Today, it’s a little difficult to think of a time when digital data didn’t exist. We get so much of our information from browsing the web that imagining a time before the internet, before computers, and before metadata is hard to do unless you lived it. The evolution from data to metadata has been a long and fascinating one, though, helped along by some of the most brilliant men who ever lived. From Martin Dewey—of the Dewey Decimal System—to Alan Turing, whose life was recently dramatized in the Oscar-nominated film The Imitation Game, these innovative thought leaders can be thanked for the information age and everything it has brought us.

 

The Beginning: Melvin Dewey and the Decimal System

Born in 1851, Marvin Dewey was the first man to push data in the direction of metadata and digitization. At the ripe age of 21, working at the library at Amherst College, Dewey was tasked with designing a new system of organizing and cataloging the library’s books. Before Dewey’s involvement, the Amherst College library—and most other libraries, for that matter—had organized books based on their acquisition dates. There were obvious benefits to this system for librarians: when new books came in, they could just be placed at the end of a shelf. However, for library guests looking for relevant texts, the system was next to useless.
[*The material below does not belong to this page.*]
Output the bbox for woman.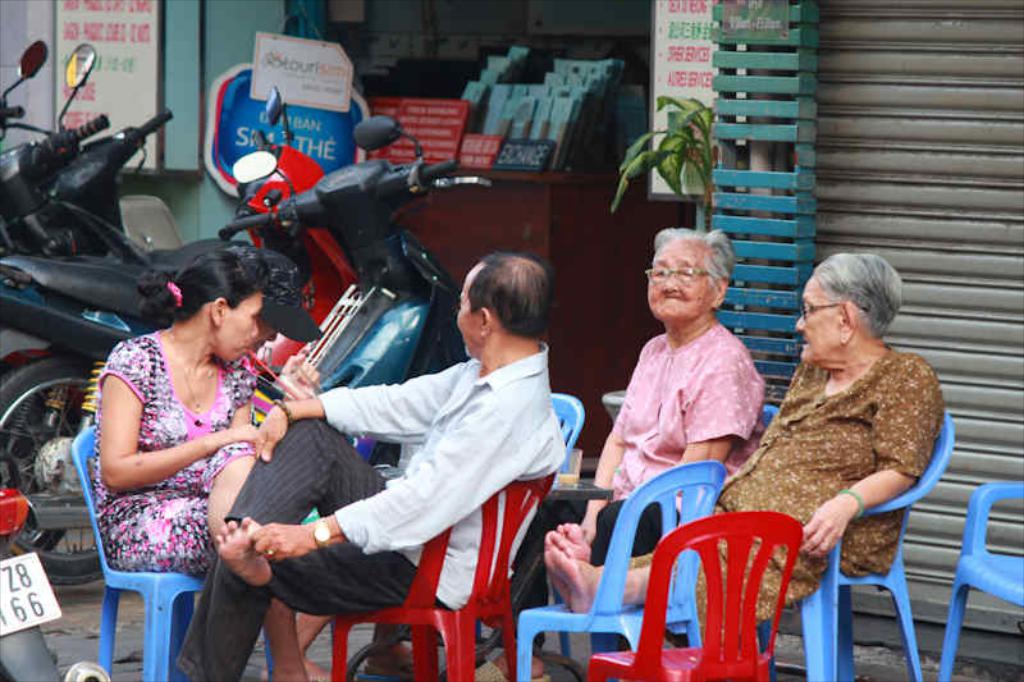
Rect(543, 253, 943, 642).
Dewey devised a system that organized books based on subject classes. Each book was given a three-digit code based on class—with classes including subjects like religion, language, art & recreation, and literature. A book could then be assigned decimal numbers to determine where on the shelf it belonged in relation to other books in the library. In addition to making it possible for guests to find the books they were looking for in the library, the Dewey Decimal System also made it easier for librarians to re-shelve books after they were returned. It essentially provided a numerical map of every shelf in the library, providing an exact numbered location for every book in circulation.

 

The Next Steps

Unsurprisingly, Melvin Dewey was labeled the “Father of Modern Librarianship.” He even went on to assist in the founding and establishment of the ALA (American Library Association). He was also one of the men who helped initiate the first steps toward metadata.
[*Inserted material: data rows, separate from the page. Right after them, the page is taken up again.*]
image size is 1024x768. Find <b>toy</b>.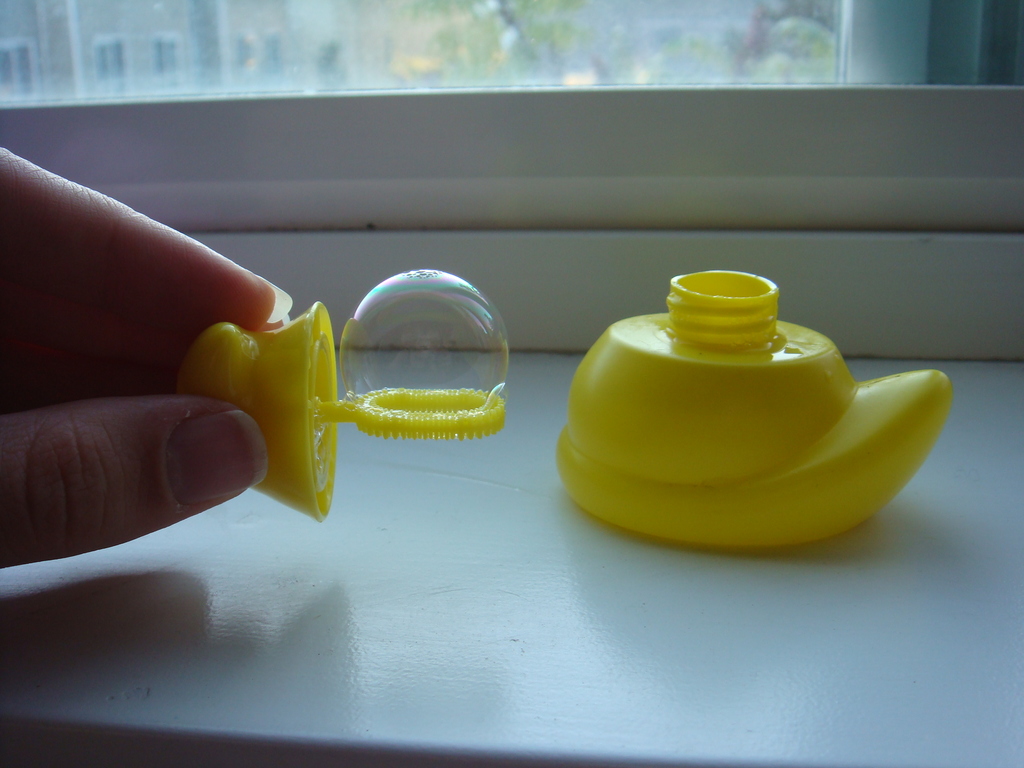
{"x1": 556, "y1": 265, "x2": 956, "y2": 554}.
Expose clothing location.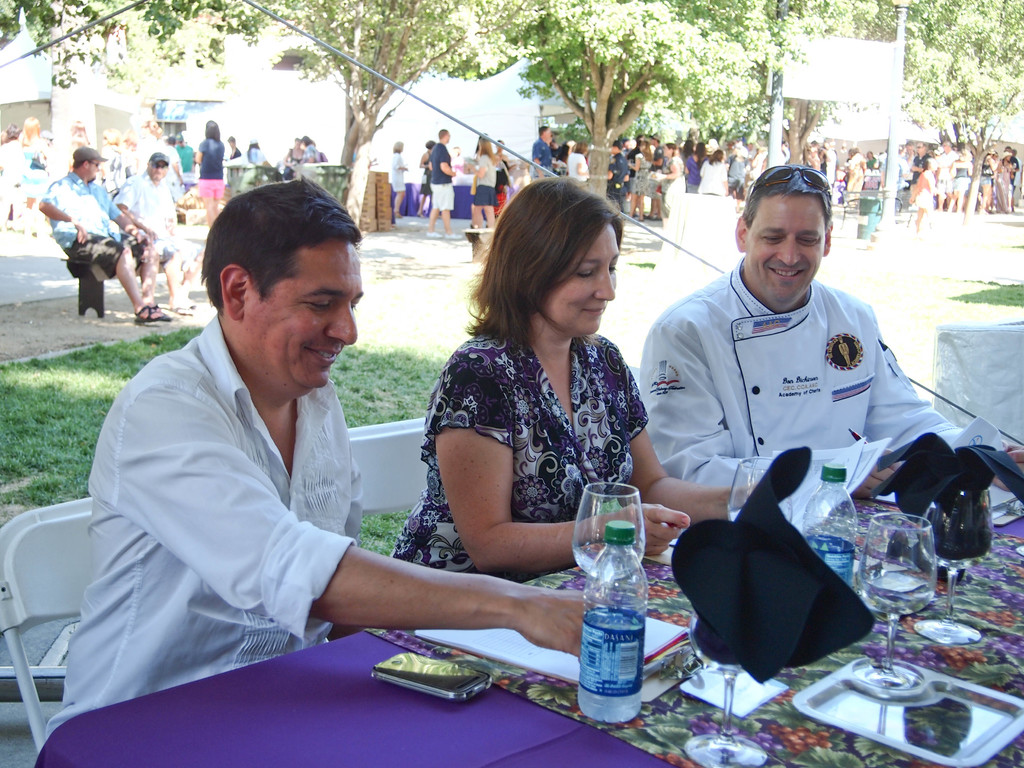
Exposed at 611 146 622 199.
Another thought leader who helped data on its path to digitization was Charles Babbage. A British mathematician born in 1791, Babbage passed away in 1871—around the same time that Dewey was devising his Decimal System. If Dewey is the father of the modern library, then Babbage is “the father of the computer.” Unlike Dewey, though, Babbage didn’t live to see his ideas come to total fruition. In 1822, Babbage formulated an idea for what he called the “difference engine,” a machine that could “compute polynomials of a variable.” The concept for the machine was viable, but the technology of the time meant that Babbage wasn’t actually able to build it—though he did try, spending a fortune in funding along the way.

Eventually, the difference engine was abandoned in favor of a different machine: the “analytical engine.” The analytical engine was, conceptually, a computer that was meant to process and analyze information. This machine was even more complicated than the difference engine, which meant that—once again—the technology didn’t exist yet to bring Babbage’s vision for sophisticated computing to fruition.
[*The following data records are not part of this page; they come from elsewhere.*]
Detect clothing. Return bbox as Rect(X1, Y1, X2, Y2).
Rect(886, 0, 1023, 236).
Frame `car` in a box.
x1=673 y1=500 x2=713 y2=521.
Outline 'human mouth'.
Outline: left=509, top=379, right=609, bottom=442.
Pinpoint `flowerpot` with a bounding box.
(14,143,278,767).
It would be nearly 100 years before a British scientist named Alan Turing would devise and build a functional system along the lines of what Babbage had envisioned. In 1936, Turing published a paper, proposing a “Universal Machine” that would be capable of “decod[ing] and perform[ing] any set of instructions.” He theorized that, just as humans often follow set procedures to perform tasks, a computer could be built to do the same. Three years later, Turing worked for the British government on a computing machine called the Bombe. The Bombe was ultimately the machine that broke the Nazi Enigma code during World War II, making it possible for the Allies to intercept coded messages sent within the German military. The accomplishment was key to the Allied victory in World War II.

Turing also developed the first digital computer ever, and perhaps even more notably, was the first person to propagate the concept of computers being able to replicate human thought. In 1950, after the war was over, Turing wrote a paper that detailed the concept of the “imitation game.” Essentially, what this term referred to was a test to see, if computers were to process and answer questions, how closely those answers would resemble a human response. This concept, generally referred to as the “Turing test,” was a key turning point for the study of artificial intelligence.

 

The Coining of the Term “Metadata”

The term “metadata” was first coined in 1971 by tech expert Bernard Plagman. However, according to Merriam-Webster, the word “metadata” is defined simply as “data that provides information about other data.” As such, metadata really isn’t anything new and has been around for ages. The Dewey Decimal System is, at its core, a metadata system designed to aid in organization and convenience. As PhotoMetadata.org notes, metadata has been around in the photography profession for ages now. Information compiled about a photograph—captions about who is in the picture or when it was taken, bylines identifying the photographer who took the picture, copyright information, etc.—all technically qualifies as metadata.

Thanks to the accomplishments of Charles Babbage and Alan Turing, it became possible to replicate and store that information digitally, without any loss in fidelity. As a result, most of us think about metadata today as a digital term, usually in terms of information about a website or a file. Document management software like eFileCabinet even takes metadata into account, ensuring that all metadata stays a part of its respective file or folder—regardless of how files are moved, edited, sent to new users, and more. In other words, today, managing metadata is as important as managing data itself—something that Bernard Plagman foresaw when he first coined the term 45 years ago.